Monday 10 June 2019

Excellent Women

In a fascinating post, Patrick Kurp today quotes a typically pithy, gossipy life from John Aubrey's Brief Lives. It reminded me of a passage from Aubrey that I came across while researching my book. This was his thumbnail sketch of a kinswoman of his, Elizabeth Danvers (née Neville), who had 'prodigeous parts for a Woman. I have heard my father’s mother say that she had Chaucer at her fingers' ends. A great Politician; great Witt and spirit, but revengeful: knew how to manage her estate as well as any man; understood Jewels as well as any Jeweller. Very Beautiful, but only short-sighted. To obtain Pardons for her Sonnes she maryed Sir Edmund Carey, cosen-german to Queen Elizabeth, but kept him to hard meate.'
  The last phrase, I guess, means that her marriage to Sir Edmund was a mariage blanc. The sons whose lives she saved by this alliance had been obliged to flee the country after a feud with a local family ended in murder. One of them was later beheaded for his part in the Essex rebellion. Lady Carey died in 1630 at an advanced age, having already secured herself one of the most beautiful monuments of its time, carved by the great Nicholas Stone. (It stands in St Michael's, Church Stowe, in Northamptonshire, and is well worth seeking out.)


  The early seventeenth century seems to have been remarkably rich in women of great talent and practical ability. As I researched my book, I kept coming across them. One was another, later Elizabeth Carey (Lady Berkeley), who also has a notably beautiful monument by Stone. This Lady Elizabeth was a scholar, poet and patron of the arts from an early age – and proved also to be a woman of great practical ability, taking over the running of her wildly extravagant husband's estates and managing to pay off his huge debts. She died on her estate as Cranford, Middlesex (where she is buried), having lived her latter years 'amongst her thousands of books'.


Then there is Mary Browne, the much misused wife of the Second Earl of Southampton (who seems to have preferred men to women), who cut her out of his will and decreed that her children be taken from her. Mary, refusing to take this lying down, fought a successful battle to have this will overturned, regaining her status and rights, and having her children returned to her. What's more, she ignored her late husband's expressed wish to have his own monument, with a separate one for his parents (and no trace at all of his wife). Mary ensured that a single monument was built (at Titchfield in Hampshire), with her mother-in-law in pride of place, and her own name and lineage conspicuously displayed.
  One of Mary's sons was Henry, who became the Third Earl of Southampton, dedicatee of Shakespeare's narrative poems and very probably the Fair Youth of the Sonnets. It was to him, as it happens, that Elizabeth Danvers' sons fled after the murder, claiming his protection before they crossed to the Continent. And it was he who commissioned one of the most touching monuments to a dead child – his daughter, Lady Mary Wriothesley, who died in 1615 aged four years and four months. This monument (also at Titchfield) is unusual for its time in showing a child who looks like a child rather than a miniature adult, and might well have been made by the legendary Epiphanius Evesham.

  Mention of Evesham leads us to another redoubtable woman, Lady Frances St Pol, who, having been widowed, was relentlessly courted by the odious Third Baron Rich (they are both portrayed in a memorial tondo by Evesham at Snarford in Lincolnshire). Rich had divorced his first wife, the beautiful and gifted Lady Penelope Devereux, whom he married by force, and now he intended to get his hands on the wealth of Lady Frances, 'a person of shining conversation and eminent beauty' who was also one of the richest women in the county. Happily, by the time Rich married her, the resourceful Lady Frances had so arranged her affairs as to put her wealth beyond the reach of her avaricious husband. He died, disappointed, within three years of the marriage, and she spent the rest of her life doing good works in Snarford and farther afield. Another excellent woman.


■ **What the exercise asks**:
Skip the pictures. Repeat everything else in the records word for word.

----------

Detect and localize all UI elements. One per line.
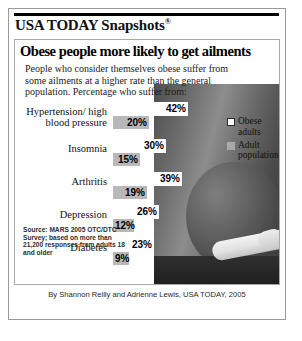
chart-panel: Obese people more likely to get ailments… <box>14 39 280 285</box>
usa-today-snapshot-graphic: USA TODAY Snapshots® Obese people more l… <box>8 8 286 320</box>
bar-value-label: 26% <box>137 205 157 218</box>
masthead-brand: USA TODAY Snapshots <box>15 17 165 33</box>
bar-value-label: 19% <box>125 186 145 199</box>
source-note: Source: MARS 2005 OTC/DTC Survey; based … <box>23 226 131 256</box>
chart-row-label: Depression <box>15 209 107 220</box>
chart-row-label: Arthritis <box>15 176 107 187</box>
bar-value-label: 30% <box>144 139 164 152</box>
chart-row-label: Insomnia <box>15 143 107 154</box>
registered-mark-icon: ® <box>165 17 171 26</box>
masthead-rule <box>14 13 279 16</box>
headline: Obese people more likely to get ailments <box>20 43 276 60</box>
chart-row-label: Hypertension/ high blood pressure <box>15 106 107 128</box>
masthead: USA TODAY Snapshots® <box>14 13 282 38</box>
deck-text: People who consider themselves obese suf… <box>25 63 235 98</box>
bar-value-label: 23% <box>132 238 152 251</box>
credit-line: By Shannon Reilly and Adrienne Lewis, US… <box>14 290 280 299</box>
bar-value-label: 42% <box>166 102 186 115</box>
bar-value-label: 20% <box>127 116 147 129</box>
masthead-title: USA TODAY Snapshots® <box>15 17 170 34</box>
bar-value-label: 15% <box>118 153 138 166</box>
bar-value-label: 39% <box>160 172 180 185</box>
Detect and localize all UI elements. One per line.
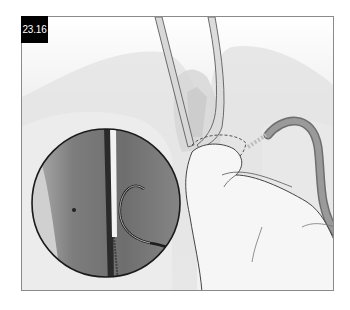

----------

■ **Finished exercise**:
Detect and localize all UI elements. One per line.
chart-panel: Obese people more likely to get ailments… <box>14 39 280 285</box>
usa-today-snapshot-graphic: USA TODAY Snapshots® Obese people more l… <box>8 8 286 320</box>
bar-value-label: 26% <box>137 205 157 218</box>
masthead-brand: USA TODAY Snapshots <box>15 17 165 33</box>
bar-value-label: 19% <box>125 186 145 199</box>
source-note: Source: MARS 2005 OTC/DTC Survey; based … <box>23 226 131 256</box>
chart-row-label: Depression <box>15 209 107 220</box>
chart-row-label: Arthritis <box>15 176 107 187</box>
bar-value-label: 30% <box>144 139 164 152</box>
chart-row-label: Insomnia <box>15 143 107 154</box>
registered-mark-icon: ® <box>165 17 171 26</box>
masthead-rule <box>14 13 279 16</box>
headline: Obese people more likely to get ailments <box>20 43 276 60</box>
chart-row-label: Hypertension/ high blood pressure <box>15 106 107 128</box>
masthead: USA TODAY Snapshots® <box>14 13 282 38</box>
deck-text: People who consider themselves obese suf… <box>25 63 235 98</box>
bar-value-label: 23% <box>132 238 152 251</box>
credit-line: By Shannon Reilly and Adrienne Lewis, US… <box>14 290 280 299</box>
bar-value-label: 42% <box>166 102 186 115</box>
bar-value-label: 20% <box>127 116 147 129</box>
masthead-title: USA TODAY Snapshots® <box>15 17 170 34</box>
bar-value-label: 15% <box>118 153 138 166</box>
bar-value-label: 39% <box>160 172 180 185</box>
Detect and localize all UI elements. One per line.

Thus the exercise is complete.